In 2024, I was scrolling through Pajero crash advertisements, hoping to find an intact rear taillight assembly. Mitsubishi no longer carried the part, and the dealer warned it could take weeks to order one from Japan. With my APK — the Dutch annual vehicle inspection — coming up, I knew a broken taillight meant an automatic failure. That was the moment I wondered whether it was finally time to say goodbye to my old, trusty Pajero.
At my last APK, the inspector pointed out rust on the underside — likely from salted winter roads and my failure to do a proper spring underbody wash. It still passed, but with a yellow warning. The headlights also needed polishing (a Reddit hack: whitening toothpaste works surprisingly well). 15 minutes of polishing and, they were clear enough to pass.

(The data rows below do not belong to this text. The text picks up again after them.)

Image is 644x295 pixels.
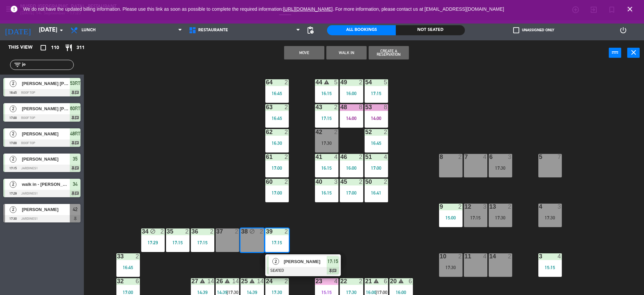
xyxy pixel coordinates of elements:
div: 17:15 [315,116,339,120]
i: close [630,48,638,56]
div: 17:30 [538,215,562,220]
div: 6 [136,278,140,284]
div: 14 [232,278,239,284]
span: 34 [73,180,78,188]
button: Move [284,46,324,59]
div: 2 [136,253,140,259]
div: 4 [384,154,388,160]
div: Not seated [396,25,465,35]
span: 17:00 [377,289,388,295]
span: 42 [73,205,78,213]
div: 16:00 [340,91,363,96]
div: 2 [359,178,363,185]
div: 17:30 [489,165,512,170]
div: 5 [384,79,388,85]
div: 2 [334,129,338,135]
button: WALK IN [326,46,367,59]
div: 17:30 [265,290,289,294]
span: [PERSON_NAME] [22,155,70,162]
span: 53RT [70,79,81,87]
div: 17:15 [265,240,289,245]
i: close [626,5,634,13]
div: 14:00 [365,116,388,120]
span: We do not have the updated billing information. Please use this link as soon as possible to compl... [23,6,504,12]
div: 13 [489,203,490,209]
span: 17:30 [228,289,239,295]
button: Create a Reservation [369,46,409,59]
i: warning [398,278,404,283]
span: 110 [51,44,59,52]
span: [PERSON_NAME] [22,206,70,213]
i: warning [200,278,205,283]
div: 6 [384,278,388,284]
div: 16:15 [315,165,339,170]
div: 15:15 [315,290,339,294]
div: 2 [508,253,512,259]
span: check_box_outline_blank [513,27,519,33]
div: 2 [160,228,164,234]
div: 17:00 [265,165,289,170]
i: warning [373,278,379,283]
div: 2 [235,228,239,234]
span: | [376,289,377,295]
span: Restaurante [198,28,228,33]
div: 3 [508,154,512,160]
div: 17:00 [365,165,388,170]
span: 2 [10,156,16,162]
span: 2 [10,181,16,188]
i: crop_square [39,44,47,52]
span: 35 [73,155,78,163]
i: power_input [611,48,619,56]
div: 16:15 [315,91,339,96]
i: block [249,228,255,234]
div: 5 [334,79,338,85]
div: 16:45 [116,265,140,269]
div: 6 [409,278,413,284]
span: 17:15 [327,257,338,265]
div: 17:15 [464,215,487,220]
div: 2 [285,104,289,110]
span: 311 [76,44,85,52]
span: 16:00 [366,289,376,295]
div: 3 [558,203,562,209]
div: 2 [285,129,289,135]
a: [URL][DOMAIN_NAME] [283,6,333,12]
span: 14:39 [217,289,227,295]
div: 2 [285,278,289,284]
div: 17:29 [141,240,165,245]
span: 2 [272,258,279,264]
div: 14:39 [191,290,214,294]
span: [PERSON_NAME] [284,258,327,265]
div: 6 [489,154,490,160]
div: 4 [334,154,338,160]
div: 2 [359,278,363,284]
button: power_input [609,48,621,58]
div: 16:45 [265,91,289,96]
div: 16:41 [365,190,388,195]
span: [PERSON_NAME] [22,130,70,137]
div: 17:00 [265,190,289,195]
div: 2 [285,154,289,160]
i: arrow_drop_down [57,26,65,34]
div: 16:45 [265,116,289,120]
i: warning [224,278,230,283]
div: 16:45 [365,141,388,145]
div: 16:00 [390,290,413,294]
div: 15:00 [439,215,463,220]
i: error [10,5,18,13]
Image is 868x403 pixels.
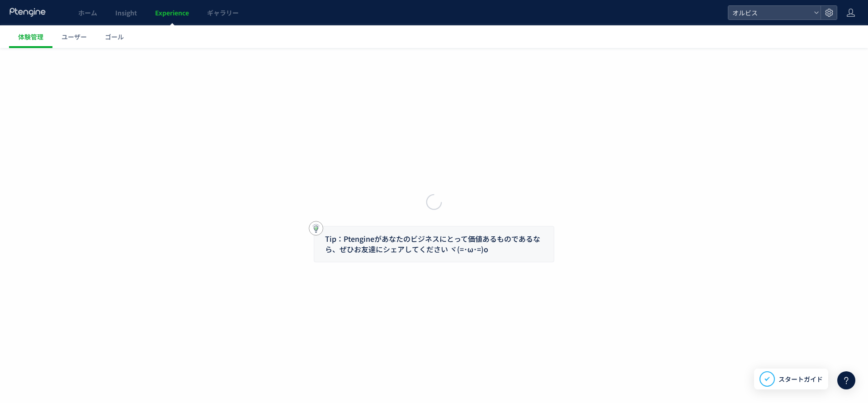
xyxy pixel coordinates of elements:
[18,32,43,42] span: 体験管理
[62,32,87,42] span: ユーザー
[155,8,189,17] span: Experience
[78,8,98,17] span: ホーム
[105,32,124,42] span: ゴール
[207,8,238,17] span: ギャラリー
[116,8,137,17] span: Insight
[779,375,823,383] span: スタートガイド
[730,6,810,20] span: オルビス
[325,233,540,254] span: Tip：Ptengineがあなたのビジネスにとって価値あるものであるなら、ぜひお友達にシェアしてください ヾ(=･ω･=)o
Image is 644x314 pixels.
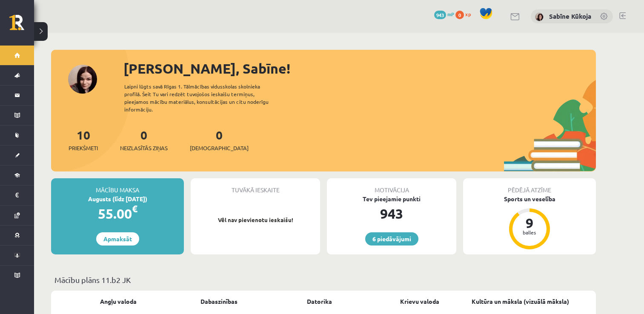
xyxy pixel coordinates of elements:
p: Vēl nav pievienotu ieskaišu! [195,215,316,224]
div: 9 [517,216,542,230]
a: 943 mP [434,10,454,17]
div: Augusts (līdz [DATE]) [51,195,184,203]
span: 943 [434,10,446,19]
div: 55.00 [51,203,184,224]
a: 0[DEMOGRAPHIC_DATA] [190,127,248,152]
div: balles [517,230,542,235]
a: 10Priekšmeti [69,127,98,152]
a: 0 xp [455,10,475,17]
p: Mācību plāns 11.b2 JK [55,274,592,285]
span: Neizlasītās ziņas [120,144,168,152]
a: Angļu valoda [100,297,137,306]
a: Sports un veselība 9 balles [463,195,596,250]
a: 0Neizlasītās ziņas [120,127,168,152]
img: Sabīne Kūkoja [535,13,544,21]
div: Pēdējā atzīme [463,178,596,195]
div: Sports un veselība [463,195,596,203]
div: 943 [327,203,456,224]
div: Motivācija [327,178,456,195]
div: [PERSON_NAME], Sabīne! [124,58,596,78]
span: [DEMOGRAPHIC_DATA] [190,144,248,152]
a: Datorika [307,297,332,306]
span: xp [465,10,471,17]
span: € [132,202,138,215]
a: Kultūra un māksla (vizuālā māksla) [472,297,569,306]
a: Krievu valoda [400,297,439,306]
span: 0 [455,10,464,19]
a: Dabaszinības [200,297,238,306]
a: 6 piedāvājumi [365,232,418,246]
div: Laipni lūgts savā Rīgas 1. Tālmācības vidusskolas skolnieka profilā. Šeit Tu vari redzēt tuvojošo... [124,82,283,113]
a: Apmaksāt [96,232,139,246]
a: Rīgas 1. Tālmācības vidusskola [9,15,34,36]
span: mP [448,10,454,17]
div: Tev pieejamie punkti [327,195,456,203]
div: Mācību maksa [51,178,184,195]
span: Priekšmeti [69,144,98,152]
a: Sabīne Kūkoja [549,12,591,20]
div: Tuvākā ieskaite [191,178,320,195]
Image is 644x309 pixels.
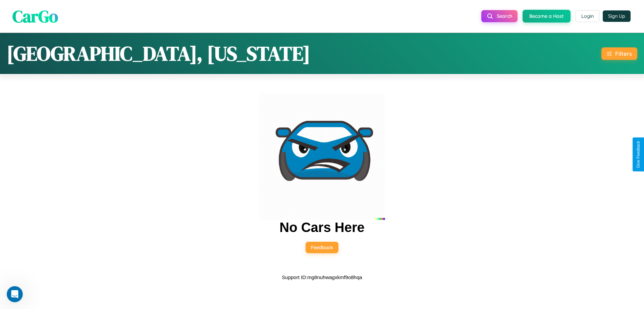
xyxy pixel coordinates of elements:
p: Support ID: mg8nuhwagxkmf9o8hqa [282,273,362,281]
img: car [259,93,386,220]
span: CarGo [12,5,58,28]
button: Sign Up [603,10,631,22]
iframe: Intercom live chat [7,286,23,302]
h2: No Cars Here [279,220,365,235]
h1: [GEOGRAPHIC_DATA], [US_STATE] [7,40,311,68]
button: Login [576,10,599,22]
div: Filters [616,50,633,57]
button: Feedback [306,241,338,253]
div: Give Feedback [636,141,641,168]
button: Become a Host [522,10,571,23]
span: Search [497,13,512,19]
button: Filters [601,48,637,60]
button: Search [482,10,518,22]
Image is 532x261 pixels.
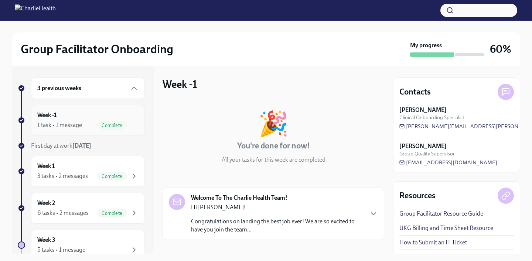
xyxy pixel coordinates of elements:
span: Complete [97,123,127,128]
div: 1 task • 1 message [37,121,82,129]
h4: Contacts [399,86,431,98]
div: 6 tasks • 2 messages [37,209,89,217]
a: GF Onboarding Checklist [399,253,463,261]
a: UKG Billing and Time Sheet Resource [399,224,493,232]
a: Group Facilitator Resource Guide [399,210,483,218]
h6: Week 3 [37,236,55,244]
a: First day at work[DATE] [18,142,145,150]
div: 3 tasks • 2 messages [37,172,88,180]
h6: Week -1 [37,111,57,119]
span: Group Quality Supervisor [399,150,455,157]
h4: Resources [399,190,436,201]
h6: 3 previous weeks [37,84,81,92]
p: Hi [PERSON_NAME]! [191,204,363,212]
p: Congratulations on landing the best job ever! We are so excited to have you join the team... [191,218,363,234]
span: Complete [97,211,127,216]
strong: [PERSON_NAME] [399,142,447,150]
div: 3 previous weeks [31,78,145,99]
h6: Week 2 [37,199,55,207]
h4: You're done for now! [237,140,310,151]
a: How to Submit an IT Ticket [399,239,467,247]
a: Week 26 tasks • 2 messagesComplete [18,193,145,224]
div: 🎉 [258,112,289,136]
div: 5 tasks • 1 message [37,246,85,254]
strong: My progress [410,41,442,50]
span: Complete [97,174,127,179]
a: Week 35 tasks • 1 message [18,230,145,261]
a: [EMAIL_ADDRESS][DOMAIN_NAME] [399,159,497,166]
img: CharlieHealth [15,4,56,16]
strong: [DATE] [72,142,91,149]
a: Week -11 task • 1 messageComplete [18,105,145,136]
h3: Week -1 [163,78,197,91]
strong: Welcome To The Charlie Health Team! [191,194,287,202]
a: Week 13 tasks • 2 messagesComplete [18,156,145,187]
h2: Group Facilitator Onboarding [21,42,173,57]
span: First day at work [31,142,91,149]
span: Clinical Onboarding Specialist [399,114,464,121]
h3: 60% [490,42,511,56]
p: All your tasks for this week are completed [222,156,326,164]
strong: [PERSON_NAME] [399,106,447,114]
h6: Week 1 [37,162,55,170]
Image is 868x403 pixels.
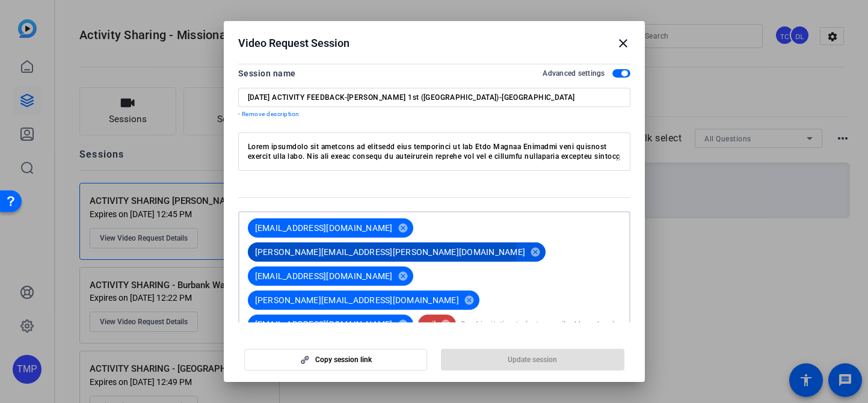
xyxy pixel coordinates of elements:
input: Send invitation to (enter email address here) [461,312,620,336]
mat-icon: cancel [436,319,456,330]
span: wil [425,318,436,330]
mat-icon: cancel [393,271,413,281]
input: Enter Session Name [248,93,620,102]
h2: Advanced settings [542,69,604,78]
div: Video Request Session [238,36,630,50]
mat-icon: cancel [458,295,479,306]
mat-icon: close [616,36,630,50]
div: Session name [238,67,296,80]
span: [PERSON_NAME][EMAIL_ADDRESS][DOMAIN_NAME] [255,294,458,307]
span: [EMAIL_ADDRESS][DOMAIN_NAME] [255,318,393,330]
mat-icon: cancel [393,223,413,233]
span: [EMAIL_ADDRESS][DOMAIN_NAME] [255,222,393,234]
span: Copy session link [315,355,371,365]
mat-icon: cancel [393,319,413,330]
p: - Remove description [238,109,630,119]
span: [EMAIL_ADDRESS][DOMAIN_NAME] [255,270,393,282]
button: Copy session link [245,349,428,371]
mat-icon: cancel [525,247,546,258]
span: [PERSON_NAME][EMAIL_ADDRESS][PERSON_NAME][DOMAIN_NAME] [255,246,526,258]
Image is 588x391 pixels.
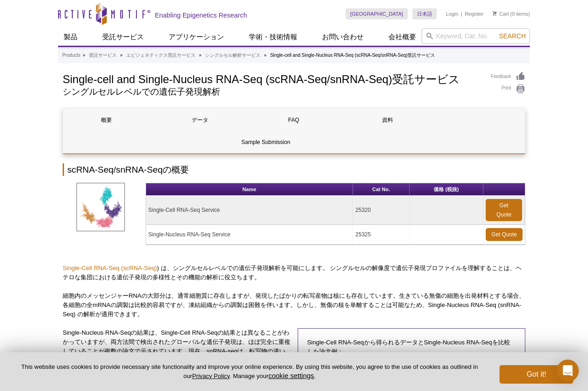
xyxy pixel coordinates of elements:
a: アプリケーション [163,28,229,46]
a: データ [157,109,243,131]
a: Login [447,10,459,17]
a: 日本語 [412,9,437,19]
a: Single-Cell RNA-Seq (scRNA-Seq) [63,264,157,271]
li: | [461,9,462,19]
a: Privacy Policy [192,372,229,379]
img: Your Cart [493,11,497,16]
a: 受託サービス [89,51,116,60]
th: Cat No. [353,183,410,196]
td: Single-Nucleus RNA-Seq Service [146,224,353,244]
span: Search [499,32,526,40]
img: scRNA-Seq Service [77,183,125,231]
a: 会社概要 [383,28,422,46]
a: 受託サービス [97,28,149,46]
a: 概要 [63,109,150,131]
a: 資料 [344,109,431,131]
td: 25325 [353,224,410,244]
a: Cart [493,10,509,17]
th: Name [146,183,353,196]
li: (0 items) [493,9,530,19]
h2: scRNA-Seq/snRNA-Seqの概要 [63,163,525,176]
input: Keyword, Cat. No. [422,28,530,44]
a: お問い合わせ [316,28,369,46]
td: Single-Cell RNA-Seq Service [146,196,353,224]
li: » [199,53,202,58]
a: Products [62,51,80,60]
td: 25320 [353,196,410,224]
a: Feedback [491,72,525,82]
li: Single-cell and Single-Nucleus RNA-Seq (scRNA-Seq/snRNA-Seq)受託サービス [270,53,435,58]
a: 製品 [58,28,83,46]
th: 価格 (税抜) [410,183,484,196]
a: Get Quote [485,199,522,221]
a: Sample Submission [63,131,469,153]
a: [GEOGRAPHIC_DATA] [346,9,408,19]
li: » [83,53,85,58]
p: This website uses cookies to provide necessary site functionality and improve your online experie... [15,363,485,381]
h1: Single-cell and Single-Nucleus RNA-Seq (scRNA-Seq/snRNA-Seq)受託サービス [63,72,482,85]
a: シングルセル解析サービス [205,51,260,60]
a: Register [465,10,484,17]
a: Get Quote [485,228,522,241]
a: 学術・技術情報 [243,28,303,46]
a: Print [491,84,525,94]
h2: シングルセルレベルでの遺伝子発現解析 [63,88,482,96]
p: ) は、シングルセルレベルでの遺伝子発現解析を可能にします。 シングルセルの解像度で遺伝子発現プロファイルを理解することは、ヘテロな集団における遺伝子発現の多様性とその機能の解析に役立ちます。 [63,263,525,282]
button: cookie settings [268,371,314,379]
li: » [121,53,123,58]
li: » [264,53,267,58]
a: FAQ [250,109,337,131]
div: Open Intercom Messenger [557,359,579,382]
button: Got it! [500,365,573,383]
h2: Enabling Epigenetics Research [155,11,247,19]
button: Search [497,32,529,41]
a: エピジェネティクス受託サービス [126,51,196,60]
p: 細胞内のメッセンジャーRNAの大部分は、通常細胞質に存在しますが、発現したばかりの転写産物は核にも存在しています。生きている無傷の細胞を出発材料とする場合、各細胞の全mRNAの調製は比較的容易で... [63,291,525,318]
p: Single-Nucleus RNA-Seqの結果は、Single-Cell RNA-Seqの結果とは異なることがわかっていますが、両方法間で検出されたグローバルな遺伝子発現は、ほぼ完全に重複し... [63,328,291,365]
p: Single-Cell RNA-Seqから得られるデータとSingle-Nucleus RNA-Seqを比較した論文例： [308,337,516,356]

The trade‑in value was €5,500 — more than I expected for a nearly 20‑year‑old car, and on the high end for similar models in the Netherlands. Again, being petrol, not diesel, helped.
At the dealership, I wondered aloud who would buy such a heavy, thirsty SUV in a country where road tax is based on weight. The dealer said it probably wouldn’t stay in the Netherlands — Pajeros are popular in Africa, and many are exported there. It seems the Mitsubishi Pajero’s adventures aren’t over.
As I walked away, I felt like an owner leaving a beloved pet at a shelter. I took one last look at my old, rusty — I mean trusty — Mitsubishi Pajero, hoping it would give someone else a few more years of reliable service and new stories to tell.